Sir Jeremy Isaacs, the former chief executive of Channel Four, accused the festival’s organisers of making “an appalling decision” and called on them to rescind it. Describing Loach’s intervention as an act of censorship, he said: “They must not allow someone who has no real position, no rock to stand on, to interfere with their programming.” The grant was intended to enable Tali Shalom Ezer, a graduate of Tel Aviv University, to travel to Scotland for a screening of her film, Surrogate.
After days of protest against the award from pro-Palestinian organisations, Loach, an outspoken opponent of Israel’s policies in Lebanon and Gaza, urged filmgoers on Monday to boycott Edinburgh. “The massacres and state terrorism in Gaza make this money unacceptable,” he said. “With regret, I must urge all who might consider visiting the festival to show their support for the Palestinian nation and stay away.”

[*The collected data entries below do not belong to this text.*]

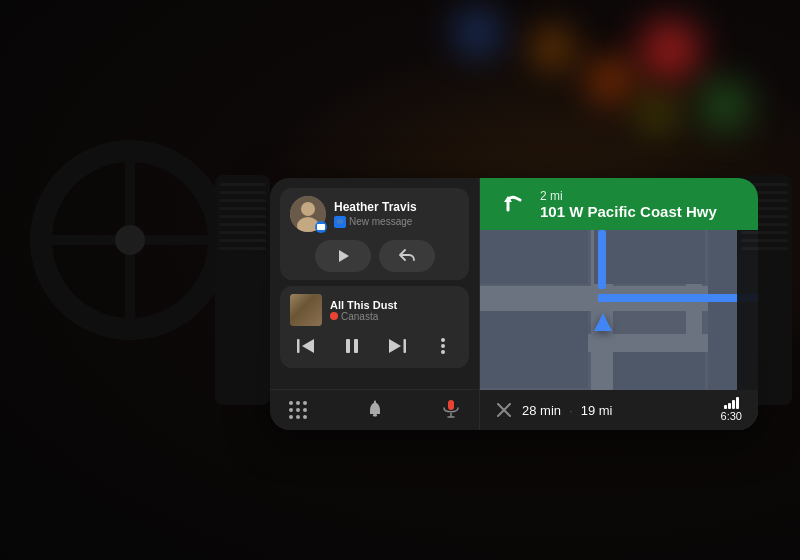 This screenshot has width=800, height=560. I want to click on route-line-horizontal, so click(678, 298).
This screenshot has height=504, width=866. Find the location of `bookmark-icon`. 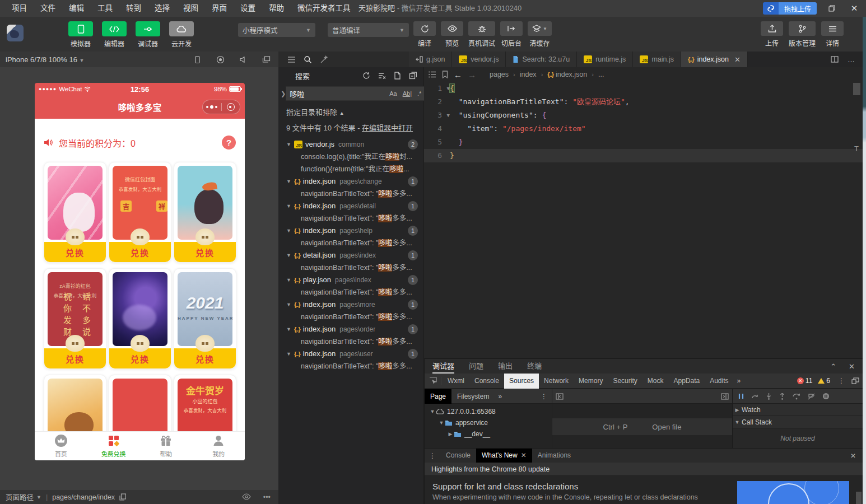

bookmark-icon is located at coordinates (445, 74).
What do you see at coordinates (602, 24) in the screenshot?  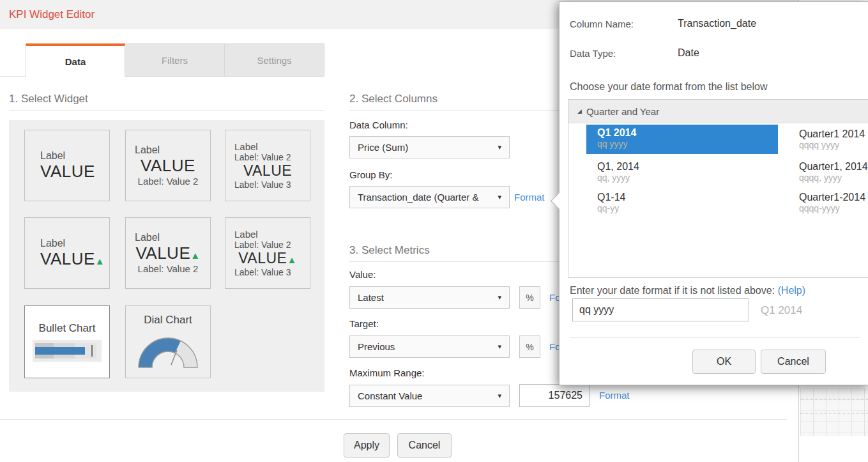 I see `column-name-label: Column Name:` at bounding box center [602, 24].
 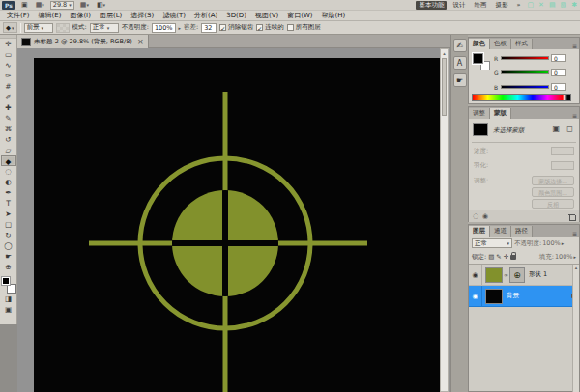 I want to click on menu-window: 窗口(W), so click(x=300, y=15).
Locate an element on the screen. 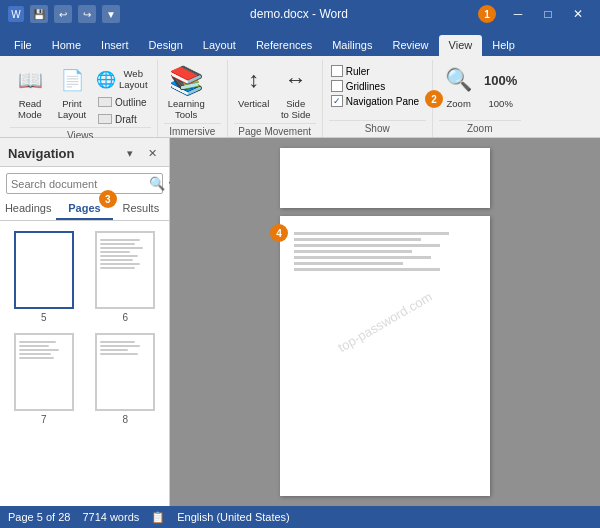 This screenshot has height=528, width=600. page-6-lines is located at coordinates (125, 254).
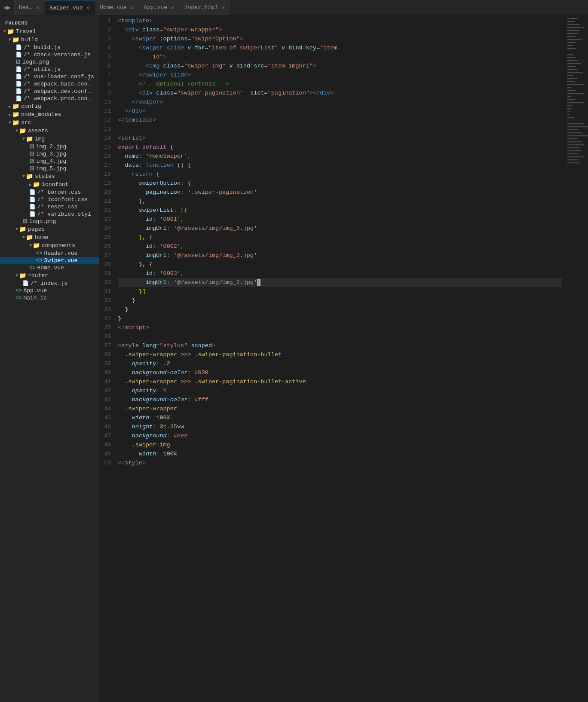 The width and height of the screenshot is (588, 702). I want to click on sidebar-item-reset-css: 📄/* reset.css, so click(49, 207).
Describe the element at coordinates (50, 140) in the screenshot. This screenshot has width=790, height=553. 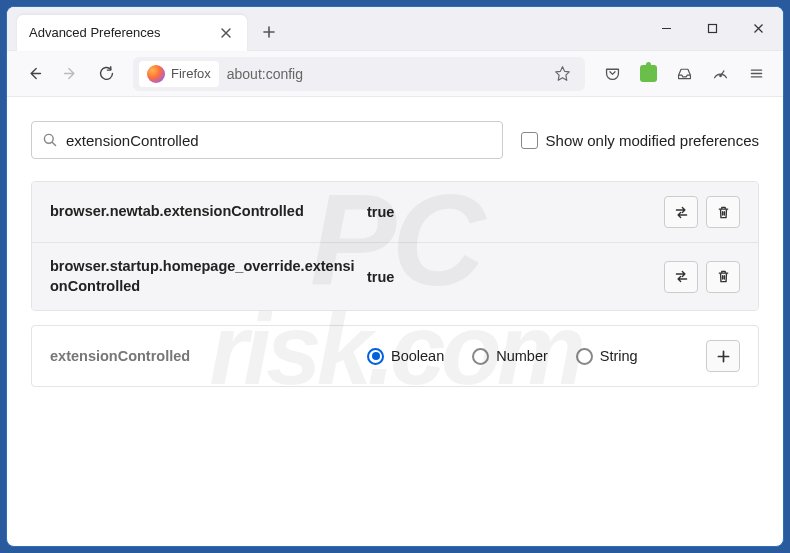
I see `search-icon` at that location.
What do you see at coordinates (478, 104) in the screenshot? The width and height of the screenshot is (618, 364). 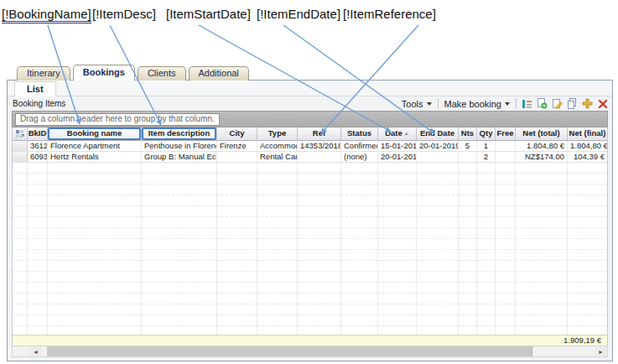 I see `make-booking-dropdown: Make booking` at bounding box center [478, 104].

The intervention brought an immediate capitulation from the organisers. In a statement the festival said it accepted that Loach spoke “on behalf of the film community, therefore we will be returning the funding issued by the Israeli Embassy”.
Sir Jeremy said that he was disgusted both by Loach’s actions and by the capitulation of the festival organisers. “Ken Loach has always been critical of censorship of his own work, albeit it was many years in the past. The idea that he should lend himself to the denial of a film-maker’s right to show her work is absolutely appalling,” he said. He was “equally horrified” that festival organisers should accept that Loach was speaking on behalf of all British film-makers.
Sir Jeremy worked closely with Loach in the 1980s when, as chief executive of Channel Four, he commissioned a number of controversial documentaries from him. One, A Question of Leadership, was made in 1981 but never broadcast, leading to accusations of political censorship from Loach. The irony of the director’s present position was all the more obvious, given the spirit of the Edinburgh festival, Sir Jeremy said. “It must be good for cinemagoers at an international film festival to see films by Jews, Arabs, Israelis and Palestinians, to the benefit of all,” he said. “I have admired the Edinburgh International Film Festival for many years and would like to think that this appalling decision will be rescinded.”
Loach’s acclaimed new film Looking for Eric has made him the toast of the Cannes Film Festival. It is, uncharacteristically, a comedy, although its lead character is an authentic Loach creation — a Mancunian postman who goes off in search of his idol, the footballer Eric Cantona.
Ezer’s film makes no reference to war or politics. It is a romance set in a sex-therapy clinic. It won the audience award at an international women’s film festival in Israel recently.
Lord Janner of Braunstone, a Labour peer and former chairman of the Board of Deputies of British Jews, said that he was disappointed by the festival’s decision. “By banning the Israeli Embassy from supporting a film-maker the festival is helping to exclude Israelis from British cultural life, something that is clearly unfair.”
Last night a spokesman for the EIFF said that although it had returned £300 to the Israeli Embassy, the festival itself would fund Ms Shalom-Ezer’s travel to Edinburgh out of its own budget.